Saturday, January 19, 2008

Best Yet On Academic Freedoms

Mr. David Warren, of the Ottawa Citizen (Canada) is, to my mind, one of the best essayists now in print. If newspapers do not obtain the usual permissions and reprint his offerings, they would be depriving their readers of the output of an unusually balanced mind and of an excellent stylist.

The column below is only one example of that balance and excellence and one which should be quickly reprinted.


COMMENTARY
January 19, 2008
Galileo again
Over the last fortnight I have been writing much about threats to freedom of speech and press in Canada, without mentioning the rest of the world. “Human rights” commissions or the like -- kangaroo courts and star chambers designed to silence the politically incorrect, without any of the inherited checks of a legitimate legal system -- are hardly restricted to Canada.

More broadly, the witch-hunting spirit of “political correctness” is at large in university campuses across the Western world; is sympathetically received in news and entertainment media; and has become an intrinsic part of the “progressive” ideology of bureaucratic elites in every Western country, including the good old USA.

This is a huge issue that can only be discussed in one tiny aspect at a time, but must be discussed, increasingly, under the noses of the commissars, and in despite of their heavy breathing.

The components of political correctness -- radical feminism, the “gay agenda,” multiculturalism and “reverse racism,” extreme environmentalism, “health fascism,” Darwinist scientism, and lately and most incongruously, Islamism -- do not constitute a coherent worldview. Each agenda contradicts each other, and each is internally irrational. The various interests are however united, not by what they affirm, but by what they deny or oppose, and are dedicated to destroying. Their common enemy is the Christian heritage of the West, or what is often called the “Judaeo-Christian tradition.”

I was quite struck, this last week, by one tiny aspect of this issue on display in Rome. Pope Benedict was invited to speak at a commencement of La Sapienza -- the famous science university, founded by Pope Boniface VIII in 1303. He had chosen to speak on the case of Galileo. ...

[Update & correction: his speech is now available in English through Zenit, & it does not even mention Galileo. I, & most of the rest of the world media, fell for the imaginings of the people I compare to "howler monkeys" below.]

... This was enough to inspire demonstrations, organized by the Left, at the university and elsewhere. The pope cancelled his appearance, after it became clear that his address would be interrupted by mobs of students and professors acting like howler monkeys (though without their excuse).

A sensible move: for the pope is now publishing the text of his address, and everyone still capable of reading with attention may do so in the quiet of his own home. Moreover, thanks to the negative publicity, more people will now read it.

On contemporary censorship generally, I was further struck by one remark, quoted in a Reuters dispatch on the event:

"I think the Pope's visit is not a good thing because science doesn't need religion. The university is open to every form of thought but religion isn't," said Andrea Sterbini -- a computer science professor who was one of 67 academic signatories of a document protesting the pope's visit.

In those two sentences my reader may see exposed the grounding assumption of every politically-correct proposition in the post-modern, so-called “liberal” mind. The speaker assumes there is an official "open-minded" position, that must be protected by law or force. He then insists on banning any deviation from this official “open-minded” position.

George Orwell made it his life's work to expound the way in which the plain meaning of any English word could be inverted in minds contaminated by ideology. The “open mind” becomes indistinguishable from the closed one. “Human rights” means the withdrawal of the inherited rights of each individual human being. The need for “diversity” means the suppression of variety. “Tolerance” means intolerance of dissent. “Peace” means war. “Freedom” means slavery. “Ignorance is strength.”

I was finally struck by a remark made by Frank Furedi, author of Politics of Fear, Therapy Culture, and assorted other books with nice titles. In the middle of a gallant defence of the pope's right to speak, he dropped this, probably unconsidered, line:

“Historically, science emerged through a struggle with religious dogma.”

This statement is not merely untrue, it is the opposite of the truth, and I believe that any intelligent and literate person, with a genuinely open mind, and the patience to study history, will discover that it is the opposite of the truth. Moreover, the question is extremely important, to science as well as to religion, because science lapses into scientism when it makes claims for itself that cannot be sustained in reason.

As the pope was perhaps going to say, before he was so rudely interrupted, a key to understanding the modern relationship between science and religion comes from e.g. studying the case of Galileo calmly, and then beginning to comprehend its background in a world where modern science had already been growing, for several centuries, under the direct patronage of the Catholic Church.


Give the number of lines in the following entries that contain the word "cylinder", with nothing added.
****************************************
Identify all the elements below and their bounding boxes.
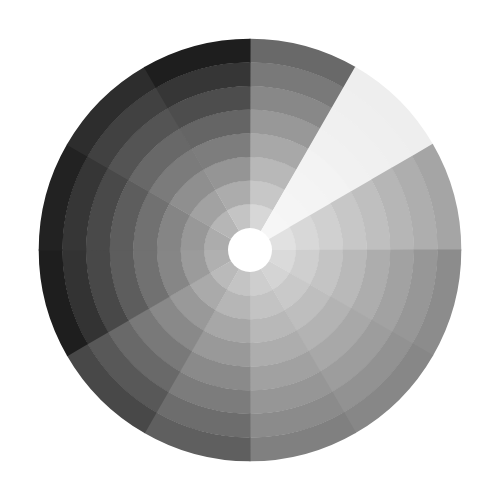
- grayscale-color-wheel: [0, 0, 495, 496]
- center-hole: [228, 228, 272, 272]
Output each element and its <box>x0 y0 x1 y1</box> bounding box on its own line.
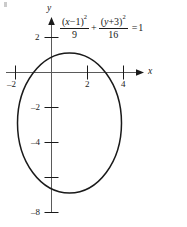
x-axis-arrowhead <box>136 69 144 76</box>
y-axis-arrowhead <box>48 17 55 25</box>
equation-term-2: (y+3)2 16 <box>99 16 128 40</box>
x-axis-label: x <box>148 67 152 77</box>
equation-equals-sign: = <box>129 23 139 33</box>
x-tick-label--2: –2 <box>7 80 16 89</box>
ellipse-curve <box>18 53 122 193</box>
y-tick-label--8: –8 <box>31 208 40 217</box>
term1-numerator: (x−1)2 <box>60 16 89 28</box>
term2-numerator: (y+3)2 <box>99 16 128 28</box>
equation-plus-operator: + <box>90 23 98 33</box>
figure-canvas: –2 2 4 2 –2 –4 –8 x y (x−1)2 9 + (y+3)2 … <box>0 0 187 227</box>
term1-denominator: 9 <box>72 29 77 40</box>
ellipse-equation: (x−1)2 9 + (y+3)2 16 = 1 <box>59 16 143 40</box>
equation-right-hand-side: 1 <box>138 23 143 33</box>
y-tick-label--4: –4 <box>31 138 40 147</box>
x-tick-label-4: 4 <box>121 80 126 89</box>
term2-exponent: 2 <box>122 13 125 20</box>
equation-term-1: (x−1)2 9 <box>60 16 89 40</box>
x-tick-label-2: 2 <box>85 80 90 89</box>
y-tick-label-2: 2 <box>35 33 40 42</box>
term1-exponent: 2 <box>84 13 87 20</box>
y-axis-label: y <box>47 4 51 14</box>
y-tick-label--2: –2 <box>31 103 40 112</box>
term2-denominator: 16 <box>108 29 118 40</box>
****************************************
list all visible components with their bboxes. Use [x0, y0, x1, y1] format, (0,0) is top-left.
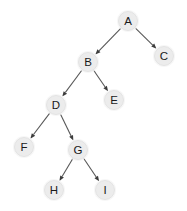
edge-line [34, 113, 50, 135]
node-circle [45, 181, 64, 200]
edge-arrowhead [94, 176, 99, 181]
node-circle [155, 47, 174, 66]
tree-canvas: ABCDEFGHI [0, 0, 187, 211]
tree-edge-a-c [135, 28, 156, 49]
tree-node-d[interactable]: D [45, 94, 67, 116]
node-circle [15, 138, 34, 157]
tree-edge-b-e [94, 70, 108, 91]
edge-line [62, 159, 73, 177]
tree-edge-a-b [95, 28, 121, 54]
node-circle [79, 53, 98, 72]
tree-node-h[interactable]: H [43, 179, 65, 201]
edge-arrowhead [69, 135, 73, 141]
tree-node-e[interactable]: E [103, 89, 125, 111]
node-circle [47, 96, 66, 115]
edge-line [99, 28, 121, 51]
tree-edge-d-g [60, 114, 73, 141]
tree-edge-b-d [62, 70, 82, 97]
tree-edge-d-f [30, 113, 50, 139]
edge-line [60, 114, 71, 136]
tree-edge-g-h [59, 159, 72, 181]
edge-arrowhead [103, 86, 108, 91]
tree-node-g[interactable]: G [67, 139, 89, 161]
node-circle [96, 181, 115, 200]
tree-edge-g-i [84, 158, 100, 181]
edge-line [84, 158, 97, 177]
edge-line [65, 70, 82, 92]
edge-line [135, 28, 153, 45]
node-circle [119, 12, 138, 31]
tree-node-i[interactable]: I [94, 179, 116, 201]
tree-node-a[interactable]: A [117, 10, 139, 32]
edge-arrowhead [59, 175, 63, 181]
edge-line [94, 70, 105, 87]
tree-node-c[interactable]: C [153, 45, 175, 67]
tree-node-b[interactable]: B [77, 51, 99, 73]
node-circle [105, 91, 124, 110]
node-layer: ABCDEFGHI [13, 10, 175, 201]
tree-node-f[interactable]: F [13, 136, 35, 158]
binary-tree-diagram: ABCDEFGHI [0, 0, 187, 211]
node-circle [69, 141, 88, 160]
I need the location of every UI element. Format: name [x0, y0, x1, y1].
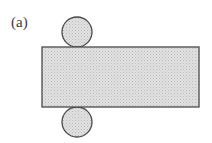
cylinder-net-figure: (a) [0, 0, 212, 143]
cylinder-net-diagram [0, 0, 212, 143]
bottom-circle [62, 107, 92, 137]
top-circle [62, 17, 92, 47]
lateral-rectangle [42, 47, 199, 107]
****************************************
** Written solution **
2